Reading Matters
Parenting (and teaching) in the 21st Century
There are no user manuals for parents. It is on the job training in most respects. Often we learn or reject parenting styles based on our own upbringing. However, raising children since humankind first formed clans and then villages has been based on the following:
- Active teaching of the laws of the existing society and manners that serve as a necessary part of those mores
- Role modelling of just, decent and selfless values in the home
- The home as a repository and love for all children.
- Valuing education as a means of self-fulfilment and improvement
- Providing protection and a nurturing environment for the child
- The passing down of rituals, stories, traditions to children
As late as the mid 1900’s grandparents lived in an extended family and afforded the child additional guidance and support. Alas, this is no longer the case. Many adolescents do not have access to their Pop or Nan due to a variety of reasons including family separation and “the tyranny of distance”. In About A Boy by Nick Hornby, Marcus advises a boy who has used him as a mentor that the shape of the family structure is in some respects, irrelevant. Marcus argues for a pyramidal structure incorporating those members of the extended family (aunts, uncles, cousins) and decent role models from the local communities to become part of the child’s development. We teachers are for 7 hours per day “in your place “ and we seek to support the parent’s role.
Effective parenting takes a great deal of courage; sometimes it is drawing lines in the sand. But that’s a good thing. Every child understands boundaries and, even though they push these lines of non-negotiation, they will generally respect them later in life. Here are a few home rules to consider:
- Do I know my children’s friends? With which friends would I allow a sleep over?
- Where is the internet located in your home? Why cannot it be placed in heavy traffic areas for ease of supervision rather than secreted away in bedrooms?
- Is homework (independent study) valued in the home as a toll of revising the day’s work or consolidating skills?
- Do your children have both rights and responsibilities? What are the obligations, such as jobs and chores that must be undertaken? Boys, in particular, often escape these tasks because we as parents would rather do it ourselves than cause a fuss or have it half done. This only encourages “learned helplessness” that does not serve anyone’s needs.
- How much quality time do I have with my children? Toys and possessions are poor substitutes for intimate time- shared reading, talking while doing a task together
- Do I know who my children’s teachers are? What they are reading in English? The HSIE topic? The next Science experiment? If the adolescent knows you are interested, there is a better chance of engagement with the subject.
William Wordsworth wrote a poem about children two hundred years ago. It elegantly chronicles their frailties and strengths, but as he rightly points out, they are children and we must love them for what they are :
Behold a race of young ones like to those
With whom I herded-
A race of real children; not too wise,
Too learned, or too good; but wanton, fresh,
And bandied up and down by love and hate;
Not resentful where self-justified;
Fierce, moody, patient, venturous, modest, shy;
Mad at their sports like withered leaves in winds;
Though doing wrong and suffering, and full often
Bending beneath our life’s mysterious weight
Of pain, and doubt and fear, yet yielding not
In happiness to the happiest upon the earth.
Simplicity in habit, truth in speech,
Be these the daily strengtheners of their minds…”
Whilst valuing them and loving them for who they are, we nonetheless, have an obligation to model good parenting and that does, at times, mean (what has become a cliché) the notion of “tough love”. So it is for teachers, also.
I will be contributing articles on adolescent health, literacy development and the role of parents in the education of adolescents. I hope you find them useful.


Your goal: Select from the data all lines with the word "Cart".

[Web page and app entries]

···

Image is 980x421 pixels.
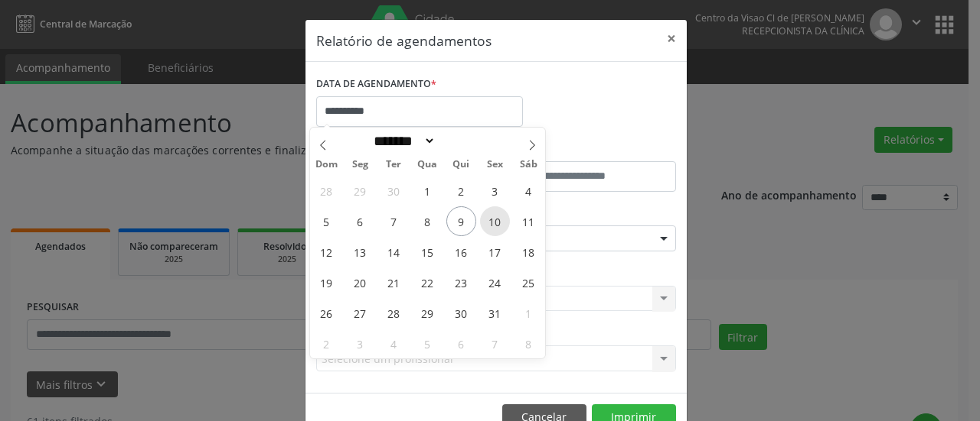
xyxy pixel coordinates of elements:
span: Outubro 7, 2025 [379,206,409,236]
label: ATÉ [500,138,676,162]
span: Outubro 3, 2025 [480,176,510,205]
span: Outubro 30, 2025 [446,298,476,328]
span: Dom [310,160,343,170]
span: Outubro 1, 2025 [413,176,442,205]
span: Novembro 2, 2025 [312,329,342,359]
span: Ter [377,160,410,170]
span: Outubro 9, 2025 [446,206,476,236]
span: Outubro 25, 2025 [514,267,543,298]
span: Sex [478,160,512,170]
span: Outubro 19, 2025 [312,267,342,298]
span: Setembro 29, 2025 [345,176,375,205]
span: Outubro 5, 2025 [312,206,342,236]
span: Novembro 5, 2025 [413,329,442,359]
span: Outubro 11, 2025 [514,206,543,236]
span: Outubro 21, 2025 [379,267,409,298]
span: Outubro 26, 2025 [312,298,342,328]
h5: Relatório de agendamentos [316,30,492,50]
span: Seg [343,160,377,170]
span: Novembro 1, 2025 [514,298,543,328]
span: Outubro 17, 2025 [480,237,510,267]
span: Outubro 18, 2025 [514,237,543,267]
span: Outubro 15, 2025 [413,237,442,267]
span: Novembro 4, 2025 [379,329,409,359]
span: Sáb [512,160,545,170]
select: Month [369,133,437,149]
span: Outubro 8, 2025 [413,206,442,236]
button: Close [656,20,687,57]
span: Novembro 7, 2025 [480,329,510,359]
span: Outubro 28, 2025 [379,298,409,328]
span: Setembro 28, 2025 [312,176,342,205]
span: Qua [410,160,444,170]
span: Novembro 8, 2025 [514,329,543,359]
span: Outubro 27, 2025 [345,298,375,328]
span: Novembro 6, 2025 [446,329,476,359]
span: Setembro 30, 2025 [379,176,409,205]
span: Outubro 29, 2025 [413,298,442,328]
span: Outubro 13, 2025 [345,237,375,267]
span: Outubro 22, 2025 [413,267,442,298]
span: Novembro 3, 2025 [345,329,375,359]
span: Outubro 14, 2025 [379,237,409,267]
span: Outubro 2, 2025 [446,176,476,205]
span: Outubro 20, 2025 [345,267,375,298]
span: Outubro 4, 2025 [514,176,543,205]
span: Outubro 23, 2025 [446,267,476,298]
span: Outubro 31, 2025 [480,298,510,328]
span: Outubro 10, 2025 [480,206,510,236]
span: Outubro 6, 2025 [345,206,375,236]
span: Qui [444,160,478,170]
input: Year [436,133,486,149]
span: Outubro 24, 2025 [480,267,510,298]
span: Outubro 12, 2025 [312,237,342,267]
span: Outubro 16, 2025 [446,237,476,267]
label: DATA DE AGENDAMENTO [316,72,437,96]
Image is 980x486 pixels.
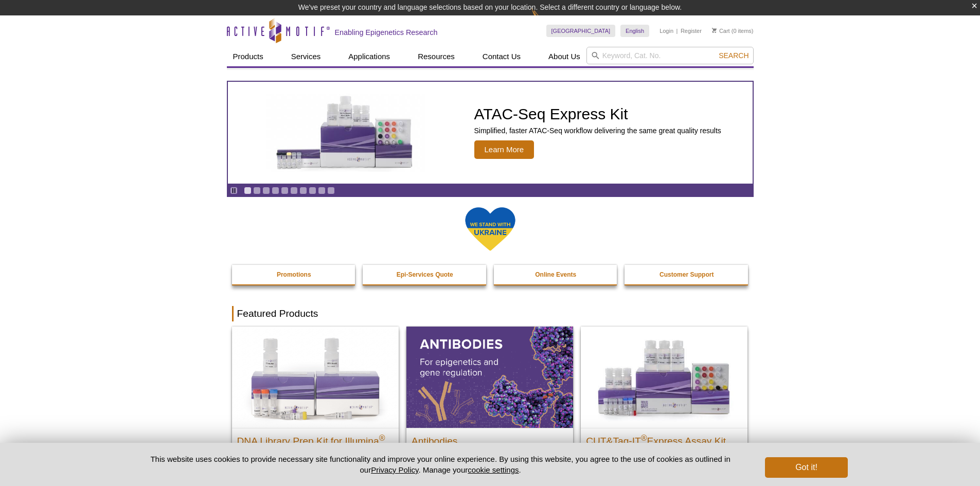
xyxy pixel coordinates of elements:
span: Search [719,52,749,59]
sup: ® [379,433,385,442]
img: Your Cart [712,28,717,33]
button: Got it! [765,458,847,478]
a: Cart [712,27,730,35]
p: Simplified, faster ATAC-Seq workflow delivering the same great quality results [475,126,721,136]
strong: Customer Support [659,271,713,278]
article: ATAC-Seq Express Kit [228,82,753,183]
h2: Enabling Epigenetics Research [335,28,438,37]
a: All Antibodies Antibodies Application-tested antibodies for ChIP, CUT&Tag, and CUT&RUN. [406,327,573,482]
strong: Epi-Services Quote [397,271,453,278]
strong: Online Events [535,271,576,278]
button: cookie settings [468,465,519,474]
li: | [676,25,678,37]
a: Toggle autoplay [230,186,237,194]
h2: ATAC-Seq Express Kit [475,106,721,122]
a: Go to slide 3 [263,186,270,194]
a: Services [285,47,327,66]
a: Login [659,27,673,35]
a: Customer Support [625,265,749,284]
a: CUT&Tag-IT® Express Assay Kit CUT&Tag-IT®Express Assay Kit Less variable and higher-throughput ge... [581,327,747,482]
a: [GEOGRAPHIC_DATA] [546,25,616,37]
a: Go to slide 6 [290,186,298,194]
strong: Promotions [277,271,311,278]
a: Go to slide 5 [281,186,289,194]
h2: CUT&Tag-IT Express Assay Kit [586,431,742,447]
a: Epi-Services Quote [363,265,487,284]
a: Contact Us [476,47,527,66]
a: Go to slide 9 [318,186,326,194]
a: Go to slide 2 [253,186,261,194]
a: Go to slide 10 [327,186,335,194]
img: All Antibodies [406,327,573,427]
h2: Featured Products [232,306,749,321]
a: Resources [411,47,461,66]
input: Keyword, Cat. No. [586,47,753,64]
a: Register [680,27,702,35]
img: CUT&Tag-IT® Express Assay Kit [581,327,747,427]
span: Learn More [475,140,535,159]
h2: DNA Library Prep Kit for Illumina [237,431,394,447]
a: Online Events [494,265,619,284]
img: Change Here [532,8,559,32]
a: Go to slide 1 [243,186,252,194]
a: Privacy Policy [371,465,418,474]
img: ATAC-Seq Express Kit [261,94,431,172]
a: Promotions [232,265,357,284]
p: This website uses cookies to provide necessary site functionality and improve your online experie... [133,454,749,475]
a: Go to slide 4 [272,186,280,194]
sup: ® [641,433,647,442]
img: DNA Library Prep Kit for Illumina [232,327,398,427]
button: Search [716,51,752,60]
a: ATAC-Seq Express Kit ATAC-Seq Express Kit Simplified, faster ATAC-Seq workflow delivering the sam... [228,82,753,183]
a: Go to slide 7 [300,186,307,194]
img: We Stand With Ukraine [465,206,516,252]
a: About Us [542,47,586,66]
a: Products [227,47,270,66]
a: English [620,25,649,37]
h2: Antibodies [411,431,568,447]
a: Applications [342,47,396,66]
a: Go to slide 8 [309,186,317,194]
li: (0 items) [712,25,753,37]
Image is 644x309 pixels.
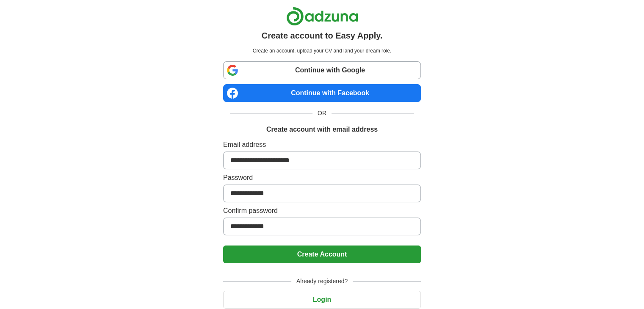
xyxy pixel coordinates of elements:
button: Create Account [223,245,421,263]
h1: Create account to Easy Apply. [261,29,383,42]
button: Login [223,291,421,308]
a: Continue with Google [223,62,421,79]
span: Already registered? [291,277,353,286]
span: OR [313,109,331,118]
label: Email address [223,140,421,150]
h1: Create account with email address [266,124,378,134]
label: Confirm password [223,206,421,216]
label: Password [223,173,421,183]
img: Adzuna logo [286,7,358,26]
p: Create an account, upload your CV and land your dream role. [225,47,419,55]
a: Continue with Facebook [223,84,421,102]
a: Login [223,295,421,303]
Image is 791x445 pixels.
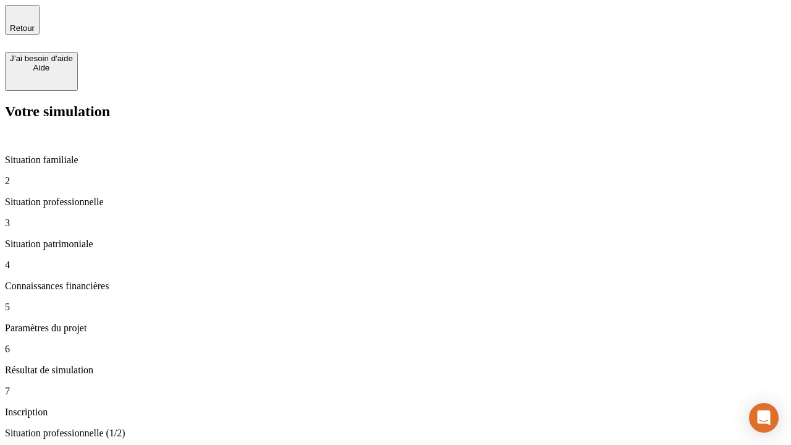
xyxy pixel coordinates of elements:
button: Retour [5,5,40,35]
p: 7 [5,385,786,397]
p: 5 [5,301,786,313]
p: 6 [5,343,786,355]
p: 4 [5,259,786,271]
div: J’ai besoin d'aide [10,54,73,63]
p: 3 [5,217,786,229]
button: J’ai besoin d'aideAide [5,52,78,91]
p: Paramètres du projet [5,322,786,334]
p: Résultat de simulation [5,364,786,376]
div: Open Intercom Messenger [749,403,778,432]
p: Situation professionnelle [5,196,786,208]
p: Inscription [5,406,786,418]
div: Aide [10,63,73,72]
h2: Votre simulation [5,103,786,120]
p: 2 [5,175,786,187]
p: Situation patrimoniale [5,238,786,250]
p: Connaissances financières [5,280,786,292]
span: Retour [10,23,35,33]
p: Situation familiale [5,154,786,166]
p: Situation professionnelle (1/2) [5,427,786,439]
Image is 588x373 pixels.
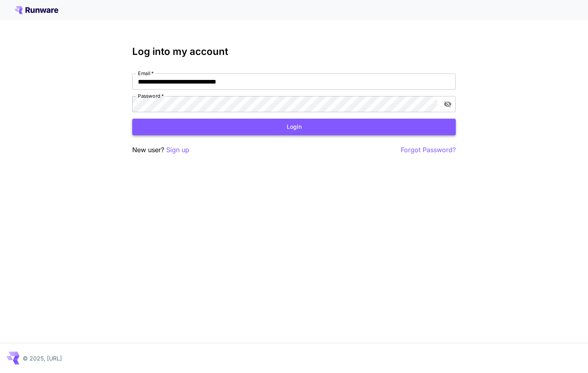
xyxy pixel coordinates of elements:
button: toggle password visibility [440,97,455,112]
label: Password [138,93,164,99]
button: Sign up [166,145,189,155]
p: © 2025, [URL] [22,354,62,363]
p: New user? [132,145,189,155]
h3: Log into my account [132,46,456,58]
label: Email [138,70,153,77]
button: Login [132,119,456,135]
button: Forgot Password? [401,145,456,155]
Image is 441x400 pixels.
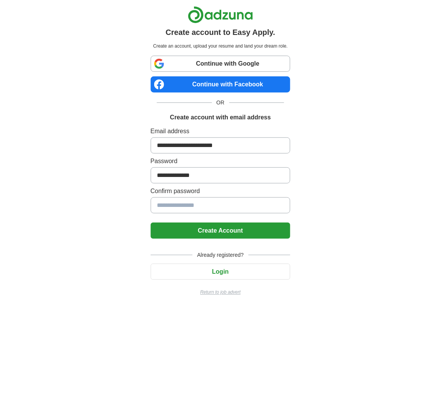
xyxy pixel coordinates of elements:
[151,127,291,136] label: Email address
[188,6,253,23] img: Adzuna logo
[151,222,291,239] button: Create Account
[151,268,291,275] a: Login
[152,43,289,49] p: Create an account, upload your resume and land your dream role.
[151,156,291,166] label: Password
[151,186,291,196] label: Confirm password
[151,56,291,72] a: Continue with Google
[193,251,248,259] span: Already registered?
[170,113,271,122] h1: Create account with email address
[151,289,291,296] a: Return to job advert
[151,263,291,280] button: Login
[212,99,229,107] span: OR
[166,26,275,38] h1: Create account to Easy Apply.
[151,76,291,92] a: Continue with Facebook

···

Response to the task:
img: Your Cart [712,28,717,33]
a: Cart [712,27,730,35]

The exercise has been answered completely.